USA Track and Field has cut an eight-year deal for NBC to present the federation’s key events on its main broadcast network, cable and digital platforms.
The deal is considered groundbreaking for Olympic sports, many of which pay the network’s production costs in exchange for the air time.
The arrangement greatly reduces USATF’s costs, which have reached nearly $2 million a year, according to a person familiar with the negotiations. The person spoke on condition of anonymity because financial details of the agreement were not public.
The agreement calls for at least 18 hours of live coverage of USATF events, including national championships and the Prefontaine Classic, with at least eight of those hours on NBC. These events are in addition to the 2020 and 2024 Olympic Trials and Olympics.
This is the latest in a series of moves that have dramatically increased NBC’s presence in presenting Olympic sports.
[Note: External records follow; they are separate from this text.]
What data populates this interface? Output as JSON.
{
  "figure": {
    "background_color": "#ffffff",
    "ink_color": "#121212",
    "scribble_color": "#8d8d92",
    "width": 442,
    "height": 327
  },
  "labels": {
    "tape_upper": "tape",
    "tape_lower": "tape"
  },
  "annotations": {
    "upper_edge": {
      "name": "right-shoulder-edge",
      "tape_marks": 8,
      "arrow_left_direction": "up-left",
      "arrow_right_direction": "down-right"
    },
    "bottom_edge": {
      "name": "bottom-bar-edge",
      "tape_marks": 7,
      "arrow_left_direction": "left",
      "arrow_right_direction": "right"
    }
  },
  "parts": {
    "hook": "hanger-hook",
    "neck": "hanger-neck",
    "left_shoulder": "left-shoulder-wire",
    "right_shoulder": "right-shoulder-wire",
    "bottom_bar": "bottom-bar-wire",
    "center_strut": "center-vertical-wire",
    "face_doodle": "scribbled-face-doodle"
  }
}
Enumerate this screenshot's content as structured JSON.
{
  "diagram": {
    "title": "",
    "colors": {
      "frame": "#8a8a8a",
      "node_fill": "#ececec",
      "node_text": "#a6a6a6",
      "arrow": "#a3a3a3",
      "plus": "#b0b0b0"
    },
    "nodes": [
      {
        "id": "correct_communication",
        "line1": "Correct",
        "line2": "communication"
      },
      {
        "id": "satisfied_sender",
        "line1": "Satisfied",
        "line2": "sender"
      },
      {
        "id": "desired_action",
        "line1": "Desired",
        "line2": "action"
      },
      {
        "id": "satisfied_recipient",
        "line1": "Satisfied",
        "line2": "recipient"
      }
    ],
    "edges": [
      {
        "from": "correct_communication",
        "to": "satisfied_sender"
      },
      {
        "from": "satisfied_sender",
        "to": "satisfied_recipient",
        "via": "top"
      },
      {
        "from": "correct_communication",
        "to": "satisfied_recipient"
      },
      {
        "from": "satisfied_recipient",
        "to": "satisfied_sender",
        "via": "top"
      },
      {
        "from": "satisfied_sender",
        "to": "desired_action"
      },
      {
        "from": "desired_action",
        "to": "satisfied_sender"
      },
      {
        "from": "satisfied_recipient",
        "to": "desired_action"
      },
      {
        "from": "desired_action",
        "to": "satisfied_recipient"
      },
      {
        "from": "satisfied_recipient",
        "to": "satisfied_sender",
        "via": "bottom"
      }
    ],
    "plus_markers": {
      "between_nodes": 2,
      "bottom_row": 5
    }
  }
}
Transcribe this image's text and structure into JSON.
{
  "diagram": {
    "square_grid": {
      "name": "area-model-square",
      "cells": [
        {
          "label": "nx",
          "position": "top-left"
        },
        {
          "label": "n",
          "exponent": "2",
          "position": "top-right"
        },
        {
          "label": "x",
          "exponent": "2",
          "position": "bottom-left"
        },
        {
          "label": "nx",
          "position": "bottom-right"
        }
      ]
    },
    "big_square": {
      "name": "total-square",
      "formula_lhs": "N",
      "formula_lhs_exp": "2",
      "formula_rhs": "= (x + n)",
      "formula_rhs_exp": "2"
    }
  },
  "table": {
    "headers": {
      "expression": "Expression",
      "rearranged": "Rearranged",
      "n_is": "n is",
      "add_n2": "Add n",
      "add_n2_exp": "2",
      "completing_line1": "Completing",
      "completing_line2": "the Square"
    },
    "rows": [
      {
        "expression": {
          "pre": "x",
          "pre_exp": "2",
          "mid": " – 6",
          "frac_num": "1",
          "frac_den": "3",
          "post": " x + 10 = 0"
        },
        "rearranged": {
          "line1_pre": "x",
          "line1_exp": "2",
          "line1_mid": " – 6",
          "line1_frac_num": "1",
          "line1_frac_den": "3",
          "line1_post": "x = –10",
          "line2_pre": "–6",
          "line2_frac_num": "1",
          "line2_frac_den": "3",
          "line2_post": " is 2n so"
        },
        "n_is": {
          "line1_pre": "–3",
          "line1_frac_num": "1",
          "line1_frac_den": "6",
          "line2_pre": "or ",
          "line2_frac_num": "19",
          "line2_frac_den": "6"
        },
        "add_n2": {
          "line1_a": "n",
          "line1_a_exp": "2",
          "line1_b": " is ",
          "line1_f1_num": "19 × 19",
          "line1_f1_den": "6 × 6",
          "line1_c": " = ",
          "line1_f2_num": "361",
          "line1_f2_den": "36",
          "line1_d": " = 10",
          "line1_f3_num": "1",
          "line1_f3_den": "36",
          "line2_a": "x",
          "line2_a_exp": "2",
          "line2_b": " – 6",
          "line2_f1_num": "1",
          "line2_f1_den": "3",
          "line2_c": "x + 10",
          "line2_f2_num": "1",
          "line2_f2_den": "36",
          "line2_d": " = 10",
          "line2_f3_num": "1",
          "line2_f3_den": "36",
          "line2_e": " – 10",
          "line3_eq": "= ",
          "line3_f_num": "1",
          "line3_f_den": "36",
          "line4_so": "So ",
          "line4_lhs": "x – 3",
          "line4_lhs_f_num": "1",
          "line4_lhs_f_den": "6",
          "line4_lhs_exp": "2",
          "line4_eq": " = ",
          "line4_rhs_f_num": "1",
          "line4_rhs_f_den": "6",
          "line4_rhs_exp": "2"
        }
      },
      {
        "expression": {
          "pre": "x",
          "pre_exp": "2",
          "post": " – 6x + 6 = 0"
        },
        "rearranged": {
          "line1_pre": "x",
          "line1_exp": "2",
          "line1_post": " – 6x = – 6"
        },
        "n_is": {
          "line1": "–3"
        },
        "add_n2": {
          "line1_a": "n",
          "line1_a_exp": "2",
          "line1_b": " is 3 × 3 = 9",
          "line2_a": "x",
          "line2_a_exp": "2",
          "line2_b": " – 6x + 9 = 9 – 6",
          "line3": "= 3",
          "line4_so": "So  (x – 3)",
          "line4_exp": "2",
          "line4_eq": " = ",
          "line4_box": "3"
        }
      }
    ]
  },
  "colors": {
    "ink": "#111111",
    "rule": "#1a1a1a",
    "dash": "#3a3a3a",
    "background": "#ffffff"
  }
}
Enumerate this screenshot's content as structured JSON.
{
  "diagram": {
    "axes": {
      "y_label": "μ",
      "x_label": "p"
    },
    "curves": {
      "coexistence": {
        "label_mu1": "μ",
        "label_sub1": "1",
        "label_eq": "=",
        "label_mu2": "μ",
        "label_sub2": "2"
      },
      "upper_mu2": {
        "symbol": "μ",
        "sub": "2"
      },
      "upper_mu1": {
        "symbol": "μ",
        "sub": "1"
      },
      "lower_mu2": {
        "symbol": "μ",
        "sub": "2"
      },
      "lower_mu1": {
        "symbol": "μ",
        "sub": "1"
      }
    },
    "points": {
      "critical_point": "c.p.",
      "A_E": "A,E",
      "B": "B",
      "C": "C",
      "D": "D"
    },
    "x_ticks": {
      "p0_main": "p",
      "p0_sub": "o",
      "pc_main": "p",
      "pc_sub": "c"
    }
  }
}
In 2010, the last year NBC presented Olympic sports only on weekends and on its main broadcast channel, it televised about 75 hours of Olympic sports, not counting the Games and trials. In 2016, NBC will exceed 1,300 hours on all its platforms.
NBC has the contract to televise the Olympic Games in the United States through 2032.
USATF CEO Max Siegel announced the NBC contract at his State of the Sport speech Thursday evening during a meeting in Orlando, Florida.
This year’s biggest highlight: The 32 medals the U.S. team won at the Rio de Janeiro Olympics. It was the most at a non-boycotted Olympics since 1932.
On its Twitter feed, USATF said the federation provided more than $14 million in support to more than 700 elite athletes. From that amount, 28 athletes earned more than $100,000 and 111 athletes earned more than $38,000.
Siegel also said the federation has brought in four new corporate partners in 2016 and 12 since 2013.
“I believe we’ve just scratched the surface as to where we can go,” Siegel said during his presentation. “We have grown equity in the sports marketplace.”
The new NBC contract also could free up money that could presumably trickle down to athletes.
A big portion of the CEO’s deal-making acumen will likely be determined over the long term, as the market determines whether Siegel made a good bet in 2014 when he signed a sponsorship contract with Nike that lasts through 2040 and is believed to be worth between $450 million and $500 million. That’s about four times annually what the USATF had been getting from Nike, though it’s hard to determine how those sponsorship deals might look in two decades.